The sheer curtains I hung in the windows when I moved in were always meant to be temporary. I had no idea they’d hang for two years, but with the house painted, landscape in, it was time for to address the window coverings. I turned to Google and played around on several sites, leaving contact me info. The only one to reach back to me was Budget Blinds; Missy Weinheimer. She was super responsive even after months went by after our initial contact. I grew up in a house with mini Levelor blinds at the windows and vertical blinds at the patio door. Because of that I was fixated on doing something different in my first house; specifically I was leaning towards Roman blinds.

20201028_110108The inspiration for my house interior design was the 2017 HGTV Urban Oasis giveaway house.  I was pulling pics to prepare for my final post on that house when I noticed that the kitchen had blue gingham roman blinds at the windows.  I had used blue gingham contact paper to line the shelves of my built-in, so I definitely wanted those for my windows.  I emailed Missy the picture and she got back to me in less than 48-hours with a very expensive option.  Of all her vendors only one carried that fabric and it was a vendor she called the Lexus of roman blind manufacturers.  I was looking at $1200 for just those two windows, so that idea went bye, bye.  I scheduled an appointment with Missy to come out on September 11 to show me other options.

Missy spent over two hours with me.  Prior to arriving she had spent time on my blog.  She had a great feel for my house before walking through the door, but she remembered our initial conversation 20200911_155041and my desire to do something different than blinds.  Missy made five trips out to her van bringing in fabric books, different shade samples.   At my request she held samples in my window so I could go outside to see what would great people.

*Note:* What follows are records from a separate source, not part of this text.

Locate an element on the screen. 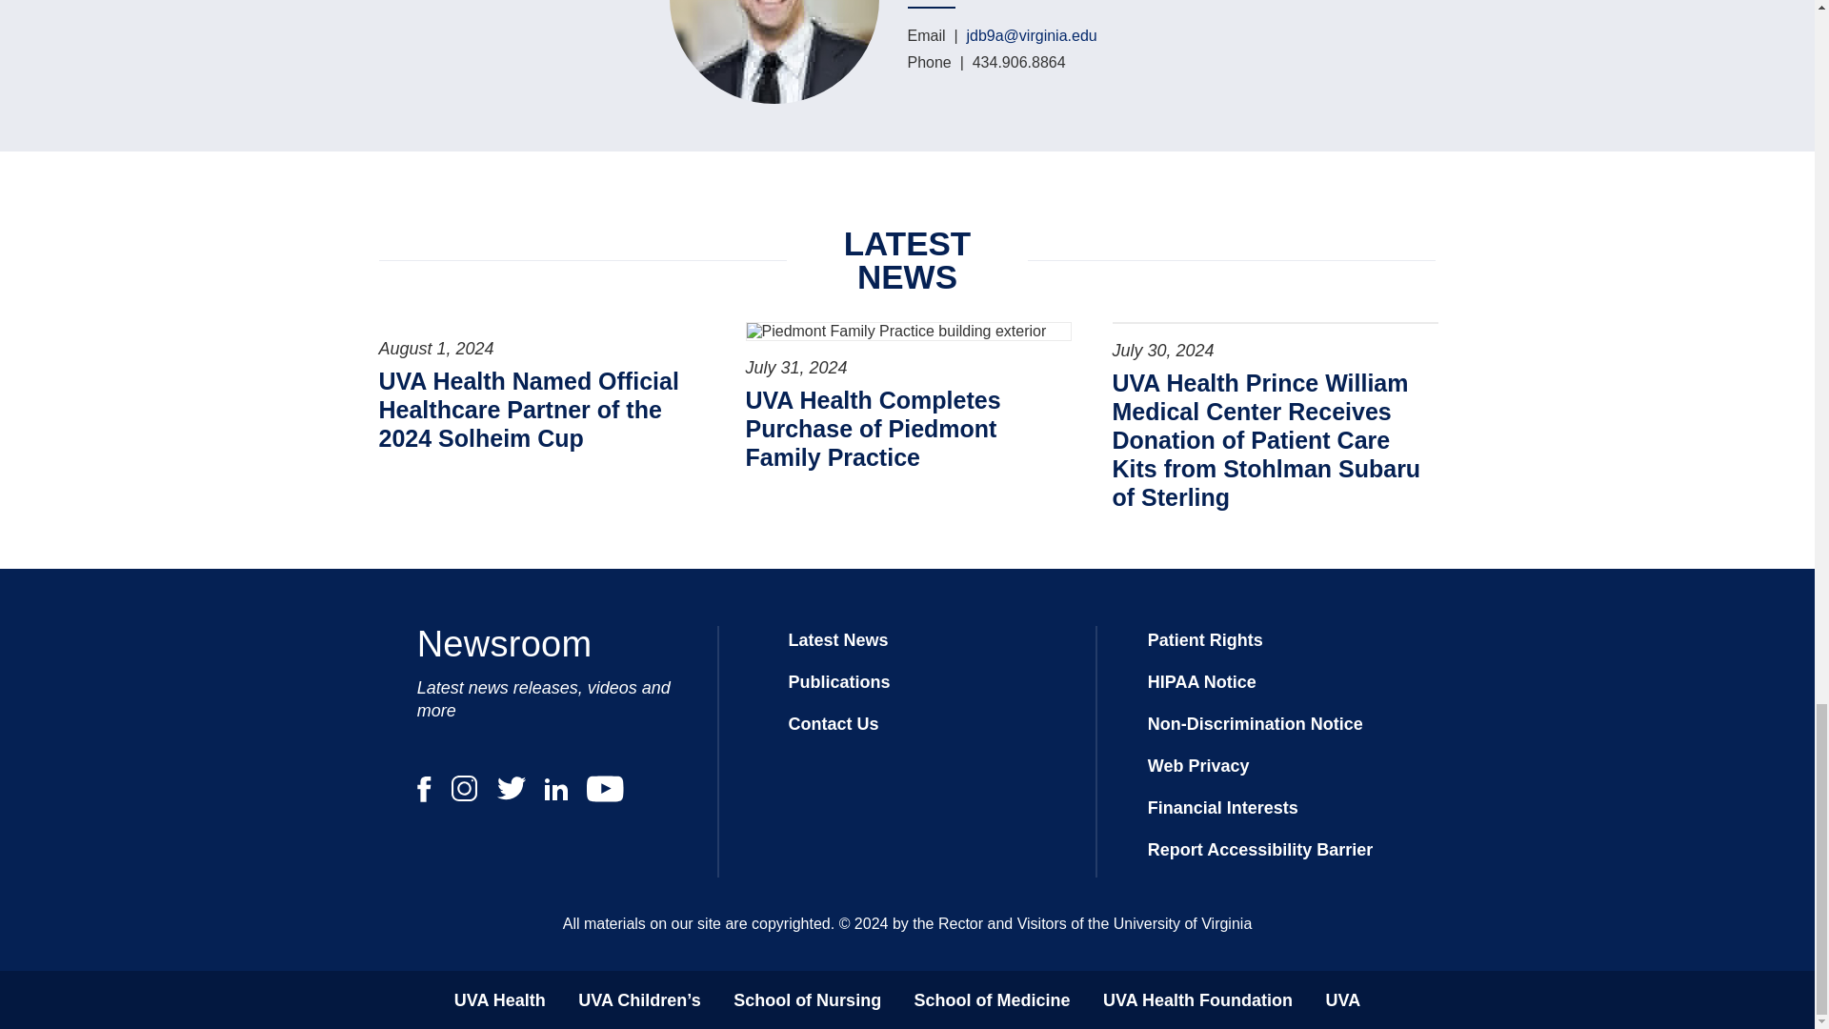 This screenshot has height=1029, width=1829. UVA Health is located at coordinates (499, 1000).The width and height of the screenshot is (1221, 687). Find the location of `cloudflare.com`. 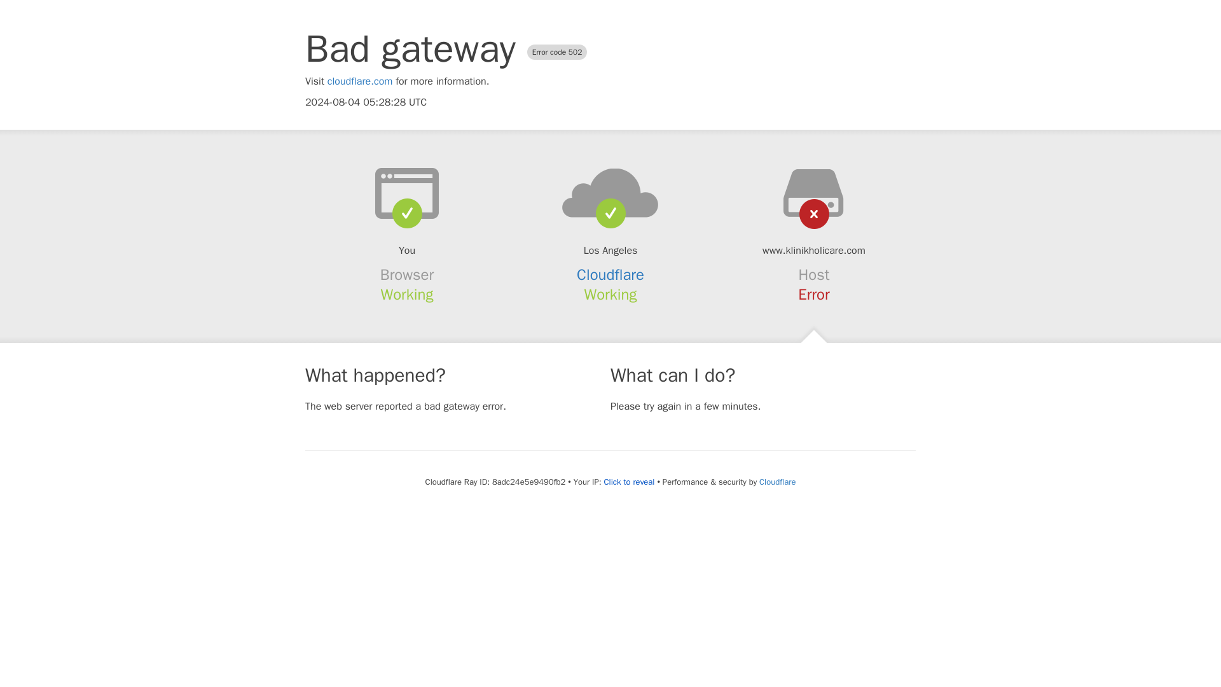

cloudflare.com is located at coordinates (360, 81).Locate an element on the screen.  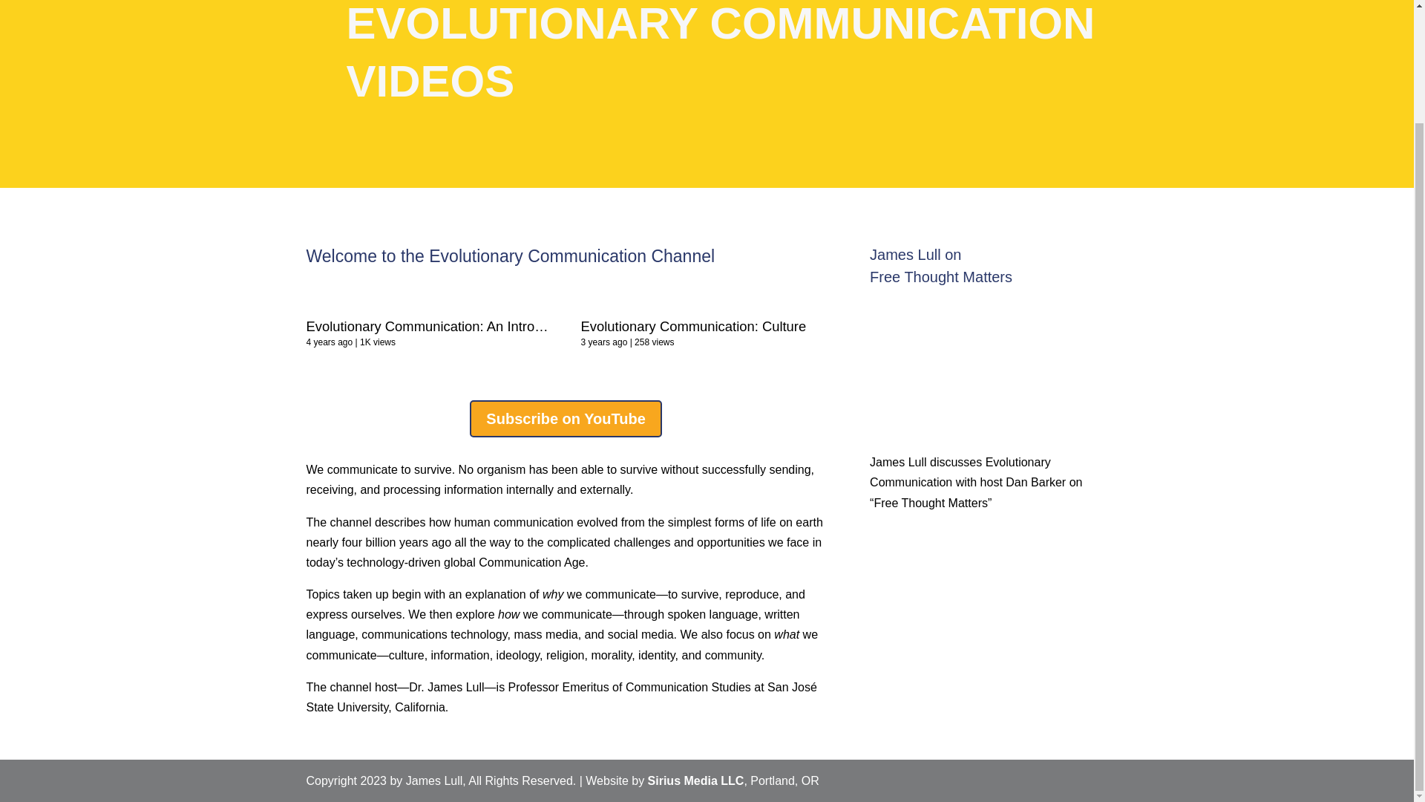
James Lull: Evolutionary Communication is located at coordinates (988, 362). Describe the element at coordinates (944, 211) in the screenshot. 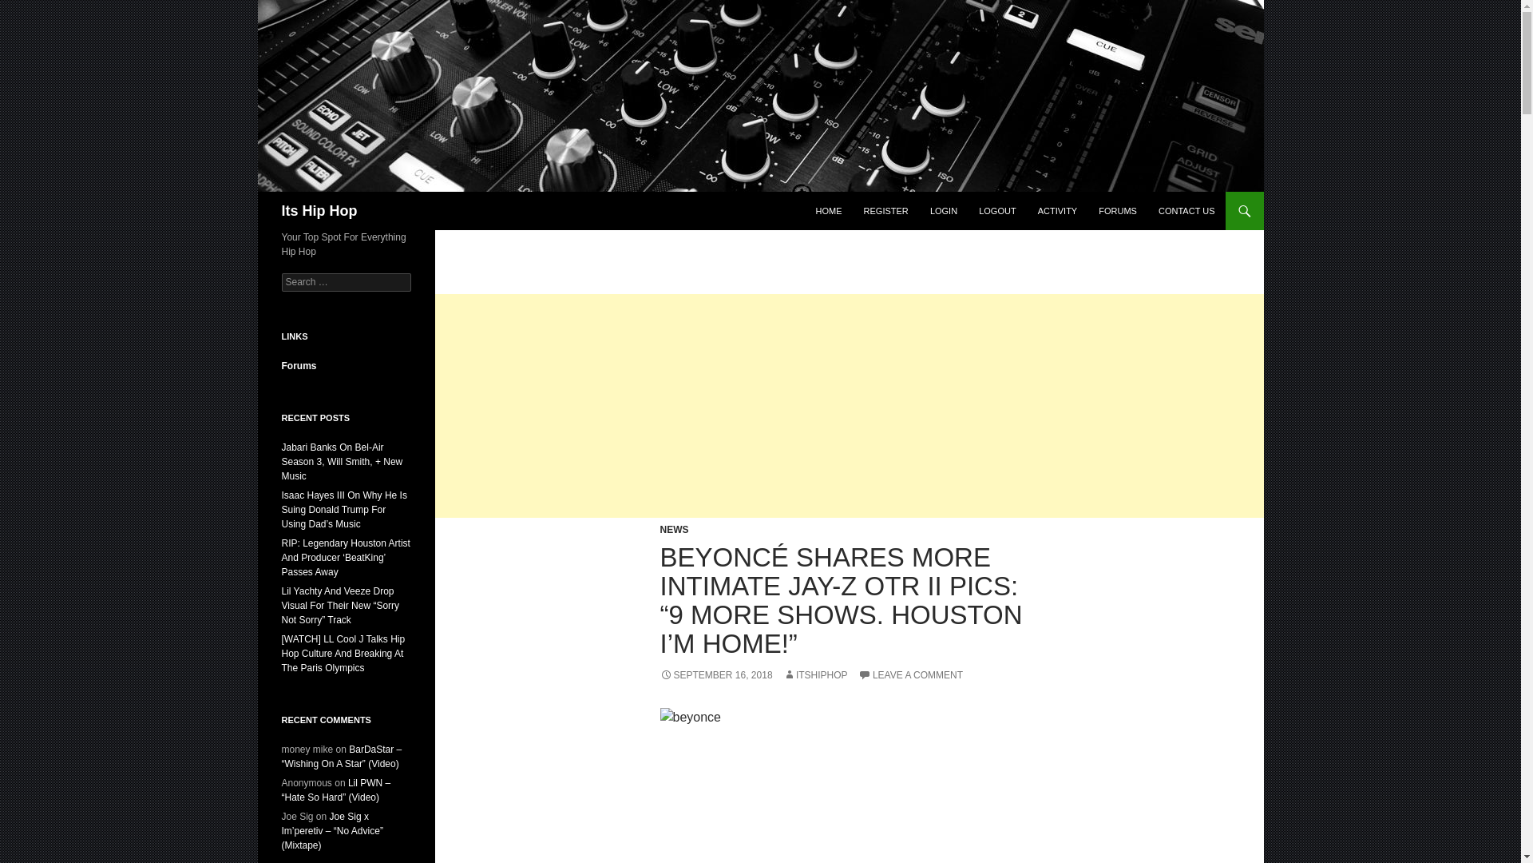

I see `LOGIN` at that location.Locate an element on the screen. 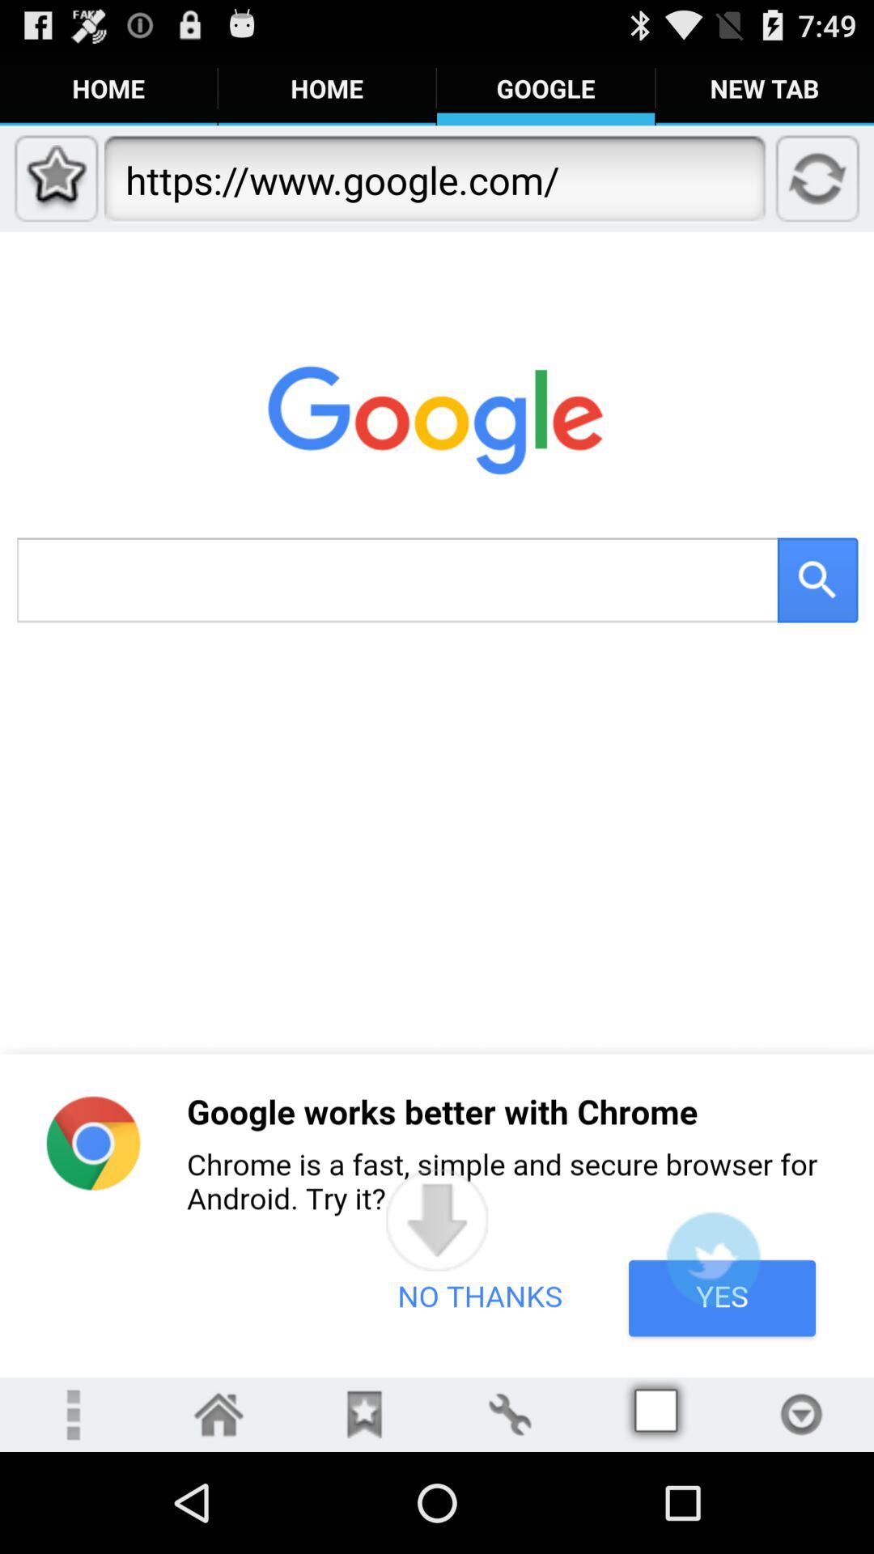 The height and width of the screenshot is (1554, 874). choose app below https www google icon is located at coordinates (437, 1220).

I wasn’t feeling any of it.  I guess I really didn’t know what a roman shade was or how it operated.  In the price range of my budget the backs of them look terrible in the window as you see all the mechanisms that make them function.

Missy never grew impatient with my lack of decisiveness. She even pushed back her next appointment.  On her last trip to her van she came back with a sample of faux wood blinds with tapes.  That was it!  I didn’t understand what a tape was until she showed it to me, but the width of the slats, the valance on top, and the tapes combined was exactly what my house and windows needed to stay true to my restoration journey.  The variety of colors was awesome.  I was able to match the blinds and tapes to the wood tones of my existing moulding.  I was able to select two different shades of white to match the two different whites I used upstairs and down.  Most importantly she assured me she could mount the blinds inside the moulding.  After months of restoring that wood I was not anxious to see screw holes go back in them.

Installation was scheduled for October 14, but FedEx shipping delays due to the California fires pushed it back another week to October 21. Missy’s son Alex is her installer and typically she lets him work on his own, but she fell in love with my house and wanted to be on hand and help with the install. They worked well together. She placed each blind and its related hardware at each window and Alex handled the mounting. He had to trim each valance as Missy intentionally gave some extra margin. Better too long than too short. They arrived at 10a and had all 21 windows done by 1:30p.

I didn’t think the blinds would have the impact that they did once I saw them installed. My house truly looks complete; they are the cherry on top of what has been a miraculous journey to restore my 1924 Cape Cod styled home. My restoration work is finished. It is home maintenance from this point forward. I held another Open House on October 24. Despite the alarming news coverage of the growing spread of Covid-19 about 30 friends, colleagues, clients, and family came through. No pics, but I’ll have a final post on this journey out shortly.

She’s 100% Complete and Beautiful

4 Comments

  1. Wow! What a journey with an incredible result. Thanks for sharing it via this blog, I’ve loved following your progress.

  2. Hi, Venus:

    Your house looks truly lovely. I can’t believe everything that you have done. You must be very proud – and happy, too.